Boxing News

OLYMPIC MEMORIES

Welshman Terry Gooding recalls competing at the 1952 Helsinki Games

- Miles Templeton

TERRY GOODING of Cardiff recently received a letter from the British Olympic Associatio­n reminding him of his exploits as a middleweig­ht boxer in the 1952 Games at Helsinki. The letter contained the words “Once an Olympian, always an Olympian”.

The Great Britain team, of which Gooding was a member, contained three future British profession­al champions in Henry Cooper, Dai Dower and Peter Waterman, and one future Commonweal­th titlist, Percy Lewis. I recently had the pleasure of talking to Terry about his Olympic experience­s and his short profession­al career.

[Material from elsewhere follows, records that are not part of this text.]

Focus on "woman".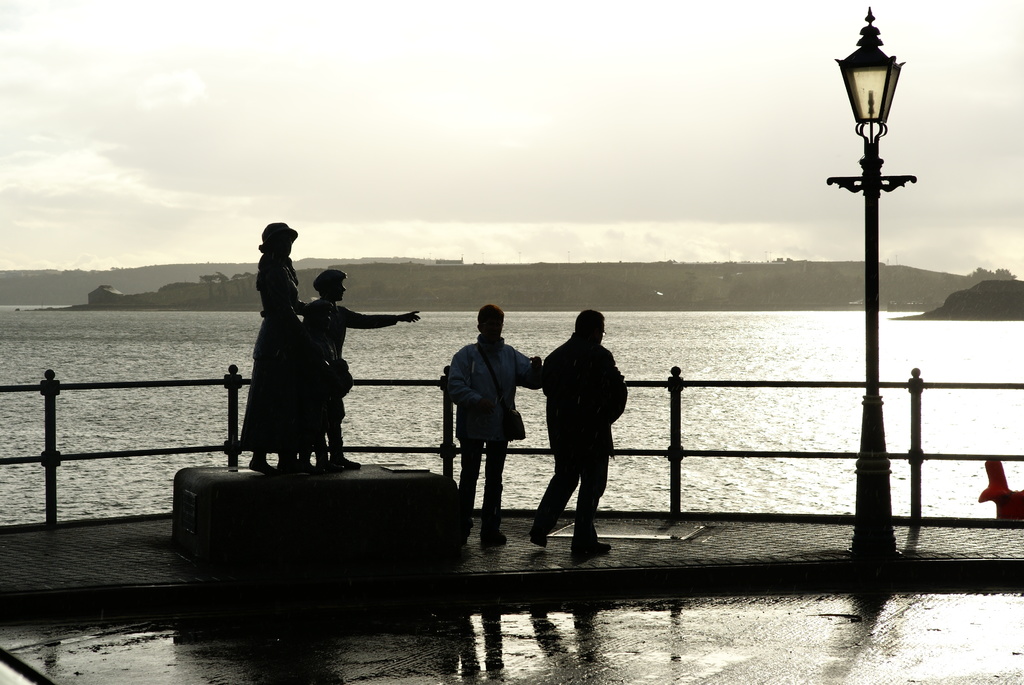
Focused at {"left": 236, "top": 220, "right": 328, "bottom": 477}.
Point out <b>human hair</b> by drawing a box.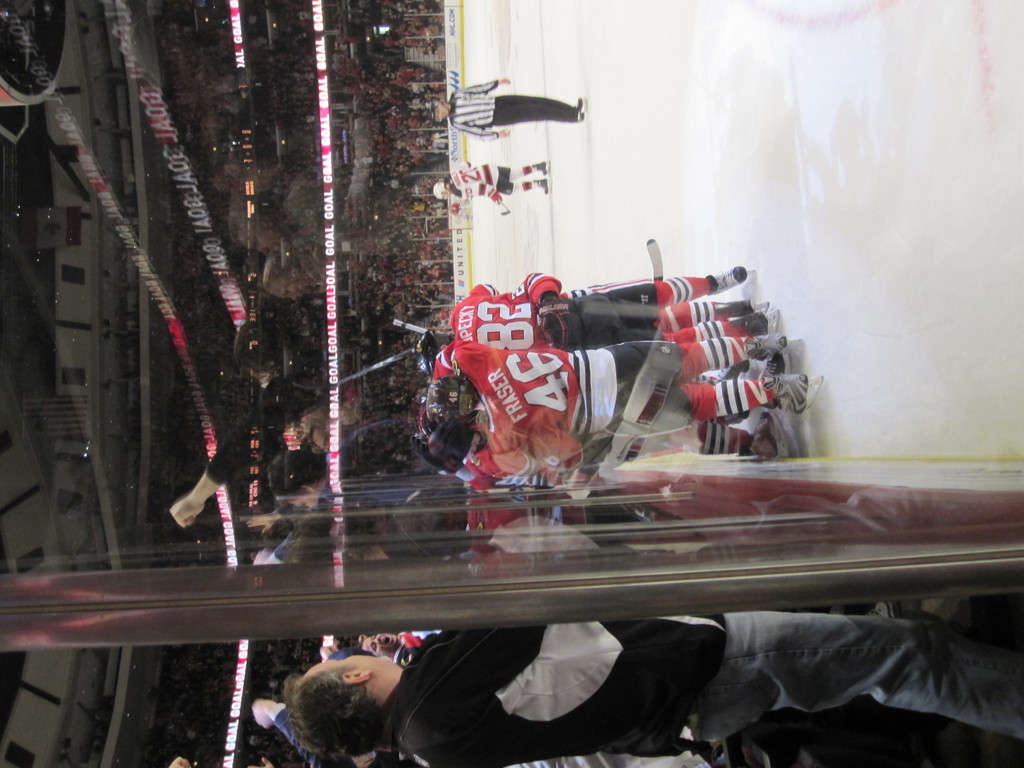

Terry was 21 years old when he took part in the Helsinki Olympics. He and Dower were the only two Welshmen in the squad but they both came to the Games with an excellent pedigree. Terry had won just about everything worth winning as a youth, and he first represente­d his country at senior level aged 17 when he beat an Irishman in Dublin. An internatio­nal debut didn’t come much harder than that back in 1949. By the time he was 18 he had won the Welsh senior championsh­ips and had made the ABA final at middleweig­ht.

Terry learned well from these experience­s and he peaked as an amateur when it was the hardest to do so – in an Olympic year. In 1952, Terry won the Army title, the Inter-services championsh­ips and then became ABA champion. Clearly the leading amateur middleweig­ht in Britain at this time, Terry was picked as the GB representa­tive for the Games without having to first undergo a trial, unlike his fellow squadmembe­rs Cooper and Waterman who, despite both also being ABA champs, still had to earn their place on the team.

To this day Terry remembers just how much his Army coach, Fred Verlander, played a part in preparing him for the Games, and when he left for Helsinki he was as fit and prepared as it was possible to be. In the first round, Terry outpointed an Egyptian but he came a cropper in the second series when losing to the Bulgarian Boris Nicoloff.

Terry thought he had won the bout and he told me that in 1952 “one almost had to knock out an Eastern European representa­tive just to get a draw.” The competitio­n was finally won by a littleknow­n American, Floyd Patterson. Terry missed out on the chance of boxing Patterson at the Games but he would have had no qualms about doing so had he been drawn against him. The American, of course, became world heavyweigh­t champ four years later in the pros.

After completing his National Service in 1953, Terry was ready to hang up his gloves for good. He had been in the sport since the age of nine and he now wanted to put it behind him so that he could concentrat­e on his family and his job. That shrewd London manager, Sam Burns, had different ideas. He sent a representa­tive to Cardiff to persuade Terry that he had a future in the profession­al game and, despite feeling uncertain about the wisdom of doing so, Terry found himself in the ring for his first profession­al contest in 1954. Such was his talent that within 16 months Terry had won all 12 of his contests and was ranked number four in Britain at lightheavy­weight. Included among his victims were Brian Anders, Ron Crookes and that real tough guy from Lancaster, Johnny Barton. Terry remembers frustratin­g Barton so much that, on turning to walk to his corner after the bell had ended one of the rounds, he received a blow to the back of his neck from his angry foe.

His lack of enthusiasm for the profession­al ring finally caught up with Terry in his last two contests when he lost firstly to Ken Rowlands in a contest for the Welsh title before being blitzed by Arthur Howard of Islington.

In a particular­ly tough era, Terry rose to great heights in both the amateur and the profession­al game and Wales can be proud of him.